Follow up to last post due to popular demand

Thanks for all the comments on the last post and the emails and phone calls that I have received. Seems like some pastors sent people to read this post :-)
I guess I wanted to add briefly that loads of people are telling stories from lesser-read places in the Bible and that's immense. Great news and go for it! The challenge is: the application. I am presenting a seminar that might on first glance sound a little controversial. It's on why telling stories is not enough. (Bear with me!)

I read a seminal book at Bible college on allowing the Holy Spirit to influence one's preaching (by the wonderfully named "Zuck"). Yet why is it with children, some "lessons" always seem to have the same teaching point - so a few weeks ago SU's Xstream material examine Acts 16 v 16 onwards - Paul and Silas in jail, how did they get out, what happened to the jailer and his family etc. Great stuff. Brilliant, inspiring story.

But what got them put in jail? v 16 onwards was in the childrens' readings/leaders notes, indicating to me that the SU writer didn't want us to overlook that.

A woman under the influence of a demon was delivered! Paul and Silas were fulfilling Jesus manifesto from Luke 4 - this is THE key point in the story to me!! They did as He did, and what He did demonstrated the Kingdom, and where we are the Kingdom is as He lives in us. And when they rebuked the evil spirit........they incurred the wrath of the religious authorities. Could it just be possible that we teach children to:
(a) ignore the miraculous?
(b) defer to our experience and expectation?
(c) not teach kingdom theology which isn't just a matter or words but of power?
(d) not relate Scripture to everyday experience?

And so I found the Holy Spirit whispering to me to talk to the children about occult practices and also about the power of God to deliver people out of the enemy's hands. I showed the Bible story itself from the Visual Bible on DVD and it shows what happened very well when she was set free, in my experience. I particularly liked how the servant girl was part of the gathered church in a later shot :-)

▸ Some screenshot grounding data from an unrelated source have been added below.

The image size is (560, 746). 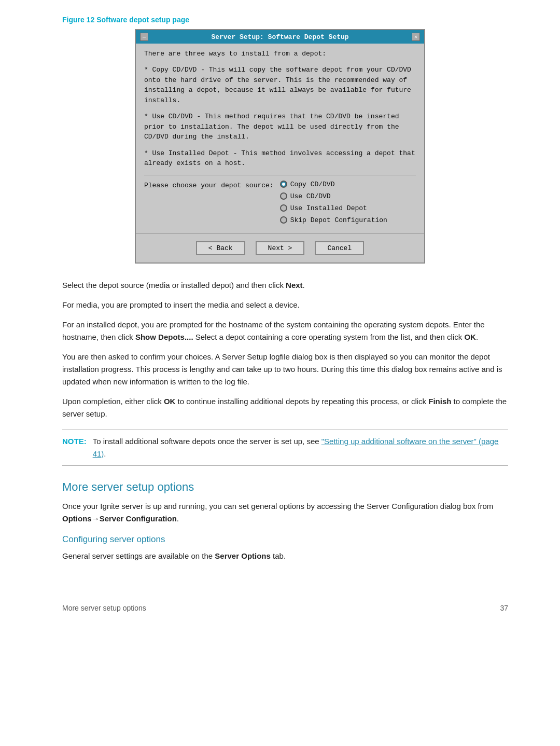 What do you see at coordinates (280, 159) in the screenshot?
I see `dialog-option-installed: * Use Installed Depot - This method invo…` at bounding box center [280, 159]. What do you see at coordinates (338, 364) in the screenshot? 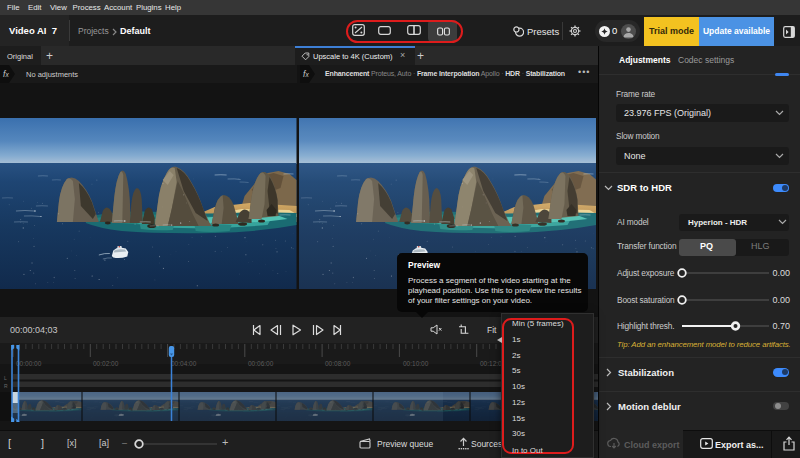
I see `svg-text: 00:08:00` at bounding box center [338, 364].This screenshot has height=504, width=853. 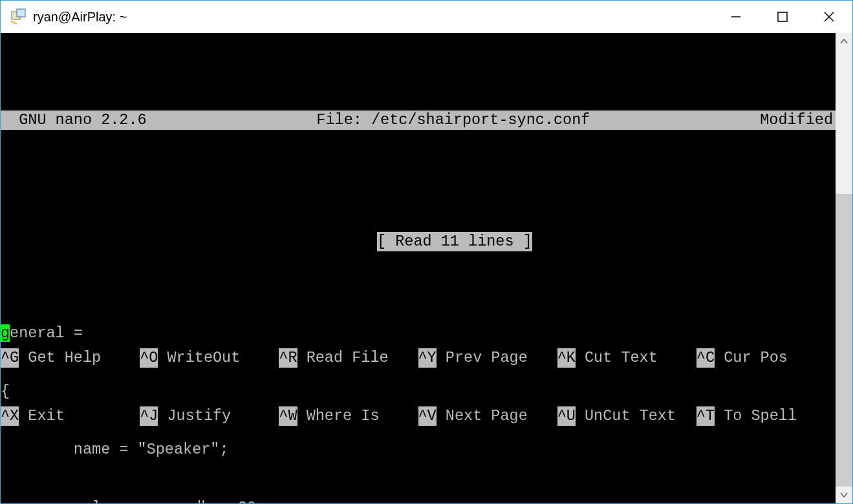 What do you see at coordinates (755, 416) in the screenshot?
I see `shortcut-label: To Spell` at bounding box center [755, 416].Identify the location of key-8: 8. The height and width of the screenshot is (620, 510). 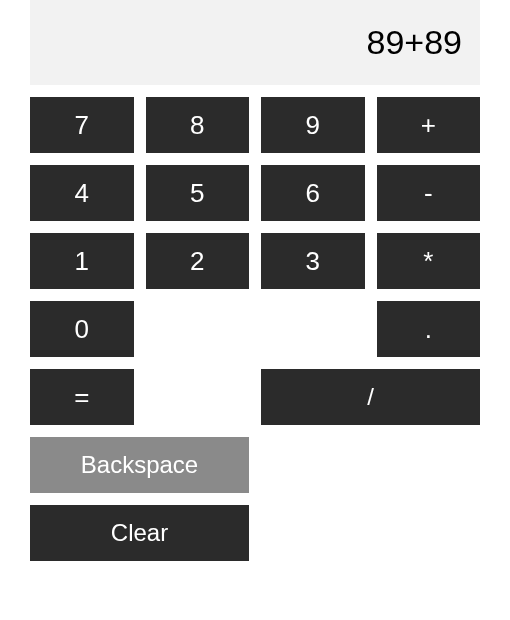
(198, 125).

I then led into a discussion with the children (older ones, P6s and 7s) as to what happened; eliciting their responses: what did she look like before? what change could they see in her face and expressions after she had been delivered? Was it a complicated process? Why were the religious authorities so angry about what happened? What lessons are there for us in this story?

Every day in UK schools vulnerable children are told about/encouraged in or actually practise: reading horoscopes/palm reading/throwing runes/ouija/fortune telling etc
How will they know this is wrong if Christian parents/influencers do not tell them?

So, in your preparations: - ask the Holy Spirit: what would He have you draw out from the Scriptures tomorrow? Has it breathed life into you as you prepare? Holy Spirit, what is the application you want me to bring to THIS group of children?
I am truly sorry for the times when I have not allowed your word to do that.

1 comment:

  1. Hazel5:38 PM

    Any advice? Would you complain, (and how would you go about it) if your school's pta was planning on running a Spiritualism Evening adults only) as a fundraiser? Think I'm going to have to unite people to complain as feel really unhappy about it.
    If you assume you cannot stop people doing what they want would you suggest it is done elsewhere - obviously not on school premises? However, I suppose unhappy parents can say they don't want money to be raised for school in this way - after all, we could have a sponsored church service, how would that go down?